Hundreds, perhaps thousands of these buttons would be in the plant control room alarm boards, all wired to the TTL racks, which were in turn wired to switches inside plant machinery. Each alarm board ‘alarm’ had a choice of a NO or NC switch input, all TTL inputs used 220 ohm resistors for pull up or down etc.
When a alarm was activated, the light in the switch would flash, and pressing the switch would reset the flip flop that had latched the alarm. The control room operators spent their days pressing those switches because of the huge number of false alarms that always plagued those TTL only systems.
The standard procedure was ‘if a alarm is flashing, press the button to reset the alarm, and if it lights again, it’s a real alarm, not a glitch.
But why were they plagued by false alarms ?
The CACC¶
At work we had about 10 electronic engineers, all working on their own projects. One was named ‘Ray’, and his first project after graduating as a EE from university was what he called the ‘CACC’ it was a a ‘calculator assisted coordinate controller’ and the idea was the calculator like control pad hung from a massive overhead interior crane and one entered the coords to automatically send the crane to any location in a large factory. Ray was a great guy, smart, friendly and took the time to explain what he was doing.
The PCB he made was about a foot square and full of 7400 series TTL as that’s all we had back then, (as it was the latest technology) apart from a National PACE 16 bit cpu development system, but that was in use and anyway would have been too expensive for the CACC project.
The CACC all worked nicely, but had one fatal flaw, intermittently it would forget the coordinate! which Ray put down to the TTL being reset by a super fast ‘runt’ pulse, probably caused by electrical mains spikes caused by the hundreds of welders and motors in the huge factory that also housed our small R&D department.
Ray couldn’t see the pulse, he spent months trying to find it and work around it, but it persisted.
In those days a foot square PCB was a big deal, especially one jammed with 7400 chips, so he didn’t design another due to the time and cost, and in the end the poor guy was sacked for the failure of his project. What a blow to a really friendly and smart EE on his first project, I really felt this was most unfair as he had put all his best efforts into this project.
Those are the main reasons that I loathed 7400 series TTL in the 1970’s. I can’t really think of better reasons to loathe any technology than unreliability that you can’t fix because you can’t diagnose it.
CMOS TTL Saves The Day¶
Then 4000 series CMOS logic came out and all those issues I’ve described above just went away!

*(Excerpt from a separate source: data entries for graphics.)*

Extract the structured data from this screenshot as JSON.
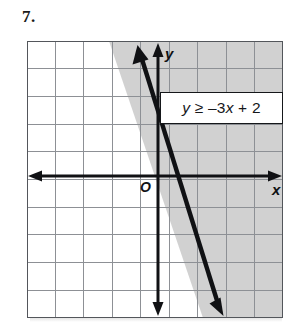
{
  "problem": {
    "number_label": "7."
  },
  "callout": {
    "equation_plain": "y ≥ –3x + 2",
    "lhs": "y",
    "relation": "≥",
    "rhs": "–3x + 2"
  },
  "axes": {
    "x_label": "x",
    "y_label": "y",
    "origin_label": "O"
  },
  "colors": {
    "grid_line": "#8d9095",
    "grid_border": "#53565b",
    "axis": "#101114",
    "boundary_line": "#101114",
    "shade_fill": "#cfcfcf",
    "background": "#ffffff",
    "text": "#15171a"
  },
  "chart_data": {
    "type": "line",
    "title": "",
    "subtitle": "",
    "xlabel": "x",
    "ylabel": "y",
    "grid": true,
    "legend": "none",
    "annotations": [
      {
        "name": "inequality-callout",
        "text": "y ≥ –3x + 2"
      },
      {
        "name": "origin",
        "text": "O"
      }
    ],
    "xlim": [
      -5,
      4
    ],
    "ylim": [
      -5,
      5
    ],
    "xticks": [
      -5,
      -4,
      -3,
      -2,
      -1,
      0,
      1,
      2,
      3,
      4
    ],
    "yticks": [
      -5,
      -4,
      -3,
      -2,
      -1,
      0,
      1,
      2,
      3,
      4,
      5
    ],
    "grid_columns": 9,
    "grid_rows": 10,
    "series": [
      {
        "name": "boundary line y = -3x + 2",
        "type": "line",
        "style": "solid",
        "slope": -3,
        "intercept": 2,
        "arrow_both_ends": true,
        "x": [
          -0.75,
          2.4
        ],
        "y": [
          4.25,
          -5.2
        ]
      },
      {
        "name": "shaded region y >= -3x + 2",
        "type": "area",
        "fill": "#cfcfcf",
        "side": "above-right",
        "inclusive": true
      }
    ]
  }
}
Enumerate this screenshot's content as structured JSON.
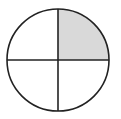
{
  "diagram": {
    "type": "fraction-circle",
    "total_parts": 4,
    "shaded_parts": 1,
    "shaded_quadrant": "upper-right",
    "fraction": "1/4",
    "colors": {
      "background": "#ffffff",
      "outline": "#222222",
      "shaded": "#d9d9d9",
      "unshaded": "#ffffff"
    },
    "geometry": {
      "cx": 58,
      "cy": 60,
      "r": 51,
      "stroke_width": 1.6
    }
  }
}
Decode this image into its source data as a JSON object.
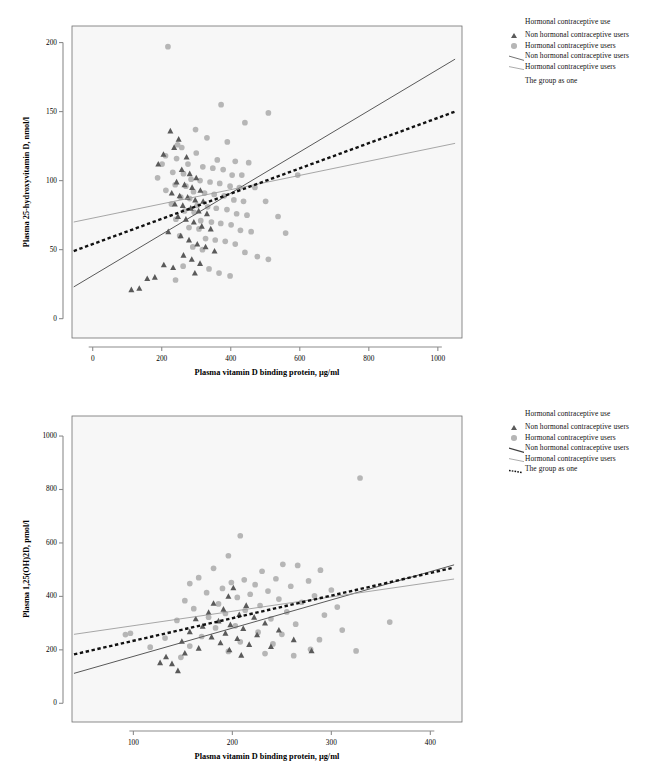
{
  "figure": {
    "background": "#ffffff",
    "plot_bg": "#f7f7f7",
    "panel_count": 2
  },
  "colors": {
    "triangle_marker": "#5a5a5a",
    "circle_marker": "#b6b6b6",
    "line_non_hormonal": "#595959",
    "line_hormonal": "#9d9d9d",
    "line_group": "#111111",
    "axis": "#8c8c8c",
    "frame": "#6f6f6f"
  },
  "legend": {
    "title": "Hormonal contraceptive use",
    "items": [
      {
        "key": "triangle-marker",
        "label": "Non hormonal contraceptive users"
      },
      {
        "key": "circle-marker",
        "label": "Hormonal contraceptive users"
      },
      {
        "key": "solid-dark-line",
        "label": "Non hormonal contraceptive users"
      },
      {
        "key": "solid-light-line",
        "label": "Hormonal contraceptive users"
      },
      {
        "key": "dotted-line",
        "label": "The group as one"
      }
    ]
  },
  "chart_data": [
    {
      "type": "scatter",
      "title": "",
      "xlabel": "Plasma vitamin D binding protein, µg/ml",
      "ylabel": "Plasma 25-hydroxyvitamin D, nmol/l",
      "xlim": [
        -60,
        1070
      ],
      "ylim": [
        -14,
        212
      ],
      "xticks": [
        0,
        200,
        400,
        600,
        800,
        1000
      ],
      "yticks": [
        0,
        50,
        100,
        150,
        200
      ],
      "grid": false,
      "legend_position": "right",
      "series": [
        {
          "name": "Hormonal contraceptive users",
          "marker": "circle",
          "color": "#b6b6b6",
          "points": [
            [
              218,
              197
            ],
            [
              372,
              155
            ],
            [
              509,
              149
            ],
            [
              441,
              142
            ],
            [
              298,
              137
            ],
            [
              331,
              131
            ],
            [
              390,
              128
            ],
            [
              246,
              126
            ],
            [
              258,
              124
            ],
            [
              300,
              120
            ],
            [
              211,
              118
            ],
            [
              243,
              116
            ],
            [
              361,
              115
            ],
            [
              413,
              114
            ],
            [
              452,
              113
            ],
            [
              201,
              112
            ],
            [
              276,
              112
            ],
            [
              319,
              110
            ],
            [
              348,
              109
            ],
            [
              378,
              108
            ],
            [
              232,
              106
            ],
            [
              263,
              105
            ],
            [
              404,
              104
            ],
            [
              432,
              104
            ],
            [
              594,
              104
            ],
            [
              188,
              102
            ],
            [
              285,
              101
            ],
            [
              311,
              100
            ],
            [
              340,
              99
            ],
            [
              368,
              98
            ],
            [
              239,
              97
            ],
            [
              270,
              96
            ],
            [
              398,
              96
            ],
            [
              425,
              95
            ],
            [
              470,
              95
            ],
            [
              212,
              93
            ],
            [
              292,
              92
            ],
            [
              324,
              91
            ],
            [
              352,
              90
            ],
            [
              381,
              89
            ],
            [
              255,
              88
            ],
            [
              281,
              87
            ],
            [
              409,
              86
            ],
            [
              437,
              85
            ],
            [
              501,
              85
            ],
            [
              228,
              83
            ],
            [
              303,
              82
            ],
            [
              333,
              81
            ],
            [
              358,
              80
            ],
            [
              389,
              79
            ],
            [
              266,
              78
            ],
            [
              294,
              77
            ],
            [
              417,
              76
            ],
            [
              447,
              75
            ],
            [
              537,
              74
            ],
            [
              241,
              72
            ],
            [
              313,
              71
            ],
            [
              344,
              70
            ],
            [
              371,
              69
            ],
            [
              401,
              68
            ],
            [
              279,
              66
            ],
            [
              308,
              65
            ],
            [
              428,
              64
            ],
            [
              459,
              63
            ],
            [
              559,
              62
            ],
            [
              252,
              60
            ],
            [
              327,
              58
            ],
            [
              355,
              57
            ],
            [
              384,
              56
            ],
            [
              413,
              54
            ],
            [
              290,
              52
            ],
            [
              318,
              50
            ],
            [
              441,
              48
            ],
            [
              477,
              45
            ],
            [
              509,
              43
            ],
            [
              262,
              38
            ],
            [
              337,
              36
            ],
            [
              366,
              33
            ],
            [
              398,
              31
            ],
            [
              240,
              28
            ]
          ]
        },
        {
          "name": "Non hormonal contraceptive users",
          "marker": "triangle",
          "color": "#5a5a5a",
          "points": [
            [
              225,
              136
            ],
            [
              249,
              130
            ],
            [
              236,
              124
            ],
            [
              205,
              119
            ],
            [
              272,
              117
            ],
            [
              190,
              112
            ],
            [
              258,
              108
            ],
            [
              281,
              105
            ],
            [
              300,
              102
            ],
            [
              243,
              99
            ],
            [
              266,
              97
            ],
            [
              288,
              95
            ],
            [
              312,
              93
            ],
            [
              229,
              91
            ],
            [
              252,
              89
            ],
            [
              275,
              88
            ],
            [
              297,
              86
            ],
            [
              320,
              85
            ],
            [
              238,
              83
            ],
            [
              261,
              82
            ],
            [
              284,
              80
            ],
            [
              307,
              78
            ],
            [
              331,
              76
            ],
            [
              247,
              74
            ],
            [
              270,
              72
            ],
            [
              293,
              70
            ],
            [
              316,
              67
            ],
            [
              342,
              65
            ],
            [
              219,
              63
            ],
            [
              255,
              60
            ],
            [
              279,
              57
            ],
            [
              303,
              54
            ],
            [
              327,
              52
            ],
            [
              353,
              49
            ],
            [
              263,
              46
            ],
            [
              287,
              43
            ],
            [
              311,
              40
            ],
            [
              206,
              39
            ],
            [
              233,
              37
            ],
            [
              296,
              33
            ],
            [
              180,
              30
            ],
            [
              158,
              29
            ],
            [
              135,
              22
            ],
            [
              112,
              21
            ]
          ]
        }
      ],
      "fit_lines": [
        {
          "name": "Non hormonal contraceptive users",
          "style": "solid",
          "color": "#595959",
          "width": 1.0,
          "x1": -55,
          "y1": 23,
          "x2": 1050,
          "y2": 188
        },
        {
          "name": "Hormonal contraceptive users",
          "style": "solid",
          "color": "#9d9d9d",
          "width": 0.9,
          "x1": -55,
          "y1": 70,
          "x2": 1050,
          "y2": 127
        },
        {
          "name": "The group as one",
          "style": "dotted",
          "color": "#111111",
          "width": 2.4,
          "x1": -55,
          "y1": 49,
          "x2": 1050,
          "y2": 150
        }
      ]
    },
    {
      "type": "scatter",
      "title": "",
      "xlabel": "Plasma vitamin D binding protein, µg/ml",
      "ylabel": "Plasma 1,25(OH)2D, pmol/l",
      "xlim": [
        38,
        432
      ],
      "ylim": [
        -70,
        1075
      ],
      "xticks": [
        100,
        200,
        300,
        400
      ],
      "yticks": [
        0,
        200,
        400,
        600,
        800,
        1000
      ],
      "grid": false,
      "legend_position": "right",
      "series": [
        {
          "name": "Hormonal contraceptive users",
          "marker": "circle",
          "color": "#b6b6b6",
          "points": [
            [
              329,
              843
            ],
            [
              208,
              627
            ],
            [
              196,
              552
            ],
            [
              251,
              520
            ],
            [
              266,
              516
            ],
            [
              181,
              505
            ],
            [
              289,
              498
            ],
            [
              230,
              494
            ],
            [
              166,
              470
            ],
            [
              244,
              466
            ],
            [
              212,
              462
            ],
            [
              277,
              458
            ],
            [
              199,
              452
            ],
            [
              157,
              448
            ],
            [
              223,
              444
            ],
            [
              259,
              438
            ],
            [
              190,
              430
            ],
            [
              300,
              424
            ],
            [
              236,
              420
            ],
            [
              174,
              414
            ],
            [
              218,
              408
            ],
            [
              283,
              402
            ],
            [
              205,
              396
            ],
            [
              247,
              390
            ],
            [
              152,
              384
            ],
            [
              270,
              378
            ],
            [
              186,
              372
            ],
            [
              228,
              366
            ],
            [
              306,
              360
            ],
            [
              161,
              354
            ],
            [
              213,
              348
            ],
            [
              255,
              342
            ],
            [
              193,
              336
            ],
            [
              293,
              330
            ],
            [
              176,
              322
            ],
            [
              239,
              316
            ],
            [
              144,
              310
            ],
            [
              359,
              304
            ],
            [
              264,
              296
            ],
            [
              203,
              290
            ],
            [
              183,
              282
            ],
            [
              311,
              274
            ],
            [
              226,
              266
            ],
            [
              250,
              258
            ],
            [
              169,
              250
            ],
            [
              132,
              244
            ],
            [
              288,
              238
            ],
            [
              208,
              230
            ],
            [
              241,
              222
            ],
            [
              157,
              214
            ],
            [
              117,
              210
            ],
            [
              279,
              202
            ],
            [
              196,
              194
            ],
            [
              233,
              186
            ],
            [
              97,
              262
            ],
            [
              92,
              257
            ],
            [
              325,
              196
            ],
            [
              262,
              178
            ],
            [
              148,
              172
            ]
          ]
        },
        {
          "name": "Non hormonal contraceptive users",
          "marker": "triangle",
          "color": "#5a5a5a",
          "points": [
            [
              201,
              432
            ],
            [
              196,
              400
            ],
            [
              181,
              374
            ],
            [
              214,
              366
            ],
            [
              191,
              352
            ],
            [
              176,
              340
            ],
            [
              207,
              332
            ],
            [
              222,
              322
            ],
            [
              163,
              316
            ],
            [
              186,
              308
            ],
            [
              233,
              300
            ],
            [
              198,
              294
            ],
            [
              170,
              288
            ],
            [
              211,
              280
            ],
            [
              247,
              274
            ],
            [
              157,
              268
            ],
            [
              193,
              262
            ],
            [
              225,
              256
            ],
            [
              179,
              248
            ],
            [
              205,
              242
            ],
            [
              262,
              238
            ],
            [
              149,
              232
            ],
            [
              188,
              226
            ],
            [
              217,
              220
            ],
            [
              239,
              212
            ],
            [
              166,
              206
            ],
            [
              197,
              200
            ],
            [
              280,
              196
            ],
            [
              152,
              188
            ],
            [
              209,
              180
            ],
            [
              133,
              174
            ],
            [
              127,
              152
            ],
            [
              139,
              148
            ],
            [
              145,
              122
            ]
          ]
        }
      ],
      "fit_lines": [
        {
          "name": "Non hormonal contraceptive users",
          "style": "solid",
          "color": "#595959",
          "width": 1.0,
          "x1": 40,
          "y1": 112,
          "x2": 424,
          "y2": 518
        },
        {
          "name": "Hormonal contraceptive users",
          "style": "solid",
          "color": "#9d9d9d",
          "width": 0.9,
          "x1": 40,
          "y1": 258,
          "x2": 424,
          "y2": 465
        },
        {
          "name": "The group as one",
          "style": "dotted",
          "color": "#111111",
          "width": 2.4,
          "x1": 40,
          "y1": 183,
          "x2": 424,
          "y2": 508
        }
      ]
    }
  ]
}
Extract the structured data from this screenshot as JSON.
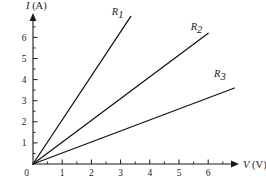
{
  "chart_data": {
    "type": "line",
    "title": "",
    "subtitle": "",
    "xlabel": "V (V)",
    "xlabel_symbol": "V",
    "xlabel_unit": "(V)",
    "ylabel": "I (A)",
    "ylabel_symbol": "I",
    "ylabel_unit": "(A)",
    "xlim": [
      0,
      7
    ],
    "ylim": [
      0,
      7
    ],
    "x_ticks": [
      1,
      2,
      3,
      4,
      5,
      6
    ],
    "x_tick_labels": [
      "1",
      "2",
      "3",
      "4",
      "5",
      "6"
    ],
    "y_ticks": [
      1,
      2,
      3,
      4,
      5,
      6
    ],
    "y_tick_labels": [
      "1",
      "2",
      "3",
      "4",
      "5",
      "6"
    ],
    "x_minor_ticks": [
      0.5,
      1.5,
      2.5,
      3.5,
      4.5,
      5.5,
      6.5
    ],
    "y_minor_ticks": [
      0.5,
      1.5,
      2.5,
      3.5,
      4.5,
      5.5,
      6.5
    ],
    "grid": false,
    "legend_position": "inline-at-line-end",
    "origin_label": "0",
    "series": [
      {
        "name": "R1",
        "label_base": "R",
        "label_sub": "1",
        "slope": 2.09,
        "points": [
          [
            0,
            0
          ],
          [
            3.35,
            7.0
          ]
        ],
        "label_at": [
          2.9,
          7.05
        ]
      },
      {
        "name": "R2",
        "label_base": "R",
        "label_sub": "2",
        "slope": 1.03,
        "points": [
          [
            0,
            0
          ],
          [
            6.0,
            6.2
          ]
        ],
        "label_at": [
          5.6,
          6.35
        ]
      },
      {
        "name": "R3",
        "label_base": "R",
        "label_sub": "3",
        "slope": 0.52,
        "points": [
          [
            0,
            0
          ],
          [
            6.9,
            3.6
          ]
        ],
        "label_at": [
          6.4,
          4.1
        ]
      }
    ]
  }
}
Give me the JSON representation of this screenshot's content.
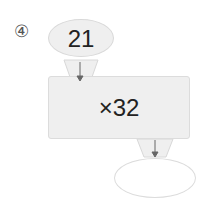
{
  "problem_label": "④",
  "input_value": "21",
  "operation": "×32",
  "output_value": "",
  "colors": {
    "fill": "#efefef",
    "border": "#d8d8d8",
    "arrow": "#666666"
  }
}
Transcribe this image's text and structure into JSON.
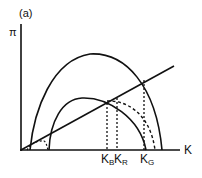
{
  "panel_label": "(a)",
  "axes": {
    "y_label": "π",
    "x_label": "K"
  },
  "x_ticks": [
    {
      "main": "K",
      "sub": "B"
    },
    {
      "main": "K",
      "sub": "R"
    },
    {
      "main": "K",
      "sub": "G"
    }
  ],
  "curves": [
    {
      "name": "outer-profit-curve",
      "style": "solid"
    },
    {
      "name": "inner-profit-curve",
      "style": "solid"
    },
    {
      "name": "shifted-profit-curve",
      "style": "dashed"
    },
    {
      "name": "cost-line",
      "style": "solid"
    }
  ],
  "colors": {
    "line": "#111111",
    "background": "#ffffff"
  }
}
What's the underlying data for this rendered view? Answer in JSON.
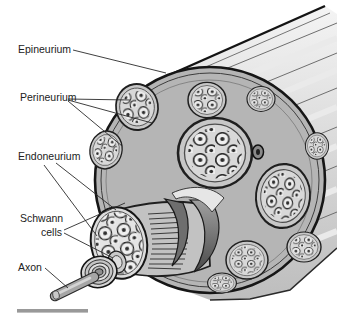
{
  "figure": {
    "type": "anatomical-diagram",
    "labels": {
      "epineurium": "Epineurium",
      "perineurium": "Perineurium",
      "endoneurium": "Endoneurium",
      "schwann_line1": "Schwann",
      "schwann_line2": "cells",
      "axon": "Axon"
    },
    "colors": {
      "background": "#ffffff",
      "outline": "#1c1c1c",
      "epineurium_face": "#b5b5b5",
      "fascicle_fill": "#d8d8d8",
      "axon_fiber": "#eeeeee",
      "trunk_light": "#f4f4f4",
      "trunk_dark": "#bdbdbd",
      "peeled_sheath_dark": "#4a4a4a",
      "scale_bar": "#999999",
      "label_text": "#222222"
    }
  }
}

Everyone was pulling 7400 series chips and replacing them with 4000 series ones, and all the buggy projects were now working 100% reliably. The 4000 series were running from 12v and had a huge noise margin, and I rekon you could hear the massive sighs of relief from EE’s worldwide who’s jobs had just been saved in the nick of time.
Sadly it was too late for lots of EE’s like ‘Ray’ who had lost their first jobs because of 7400 series TTL :(
The Iron Ore Flow Guage¶
By comparison the radio-isotope iron ore flow gauge (https://patents.google.com/patent/US4205230) project I was assigned to, worked flawlessly with a NMOS National PACE 16 bit cpu and some small number of TTL such as quad tristate latches etc. I traveled to Port Hedland in Western Australia to install the prototype and watch the testing results. Nothing interfered with its operation, no nasty spikes affected it at all.
Life Was Hard For a EE In Those Days¶
Life was hard in those days, the brilliant EE I was assigned to (who designed the ore flow guage ) was also sacked when he wouldn’t release the project for billing as it ‘wasn’t quite finished’ …
After he was gone, I lost interest in that company and resigned because too many outstanding EE’s I worked with had been sacked and I no longer enjoyed working for that company.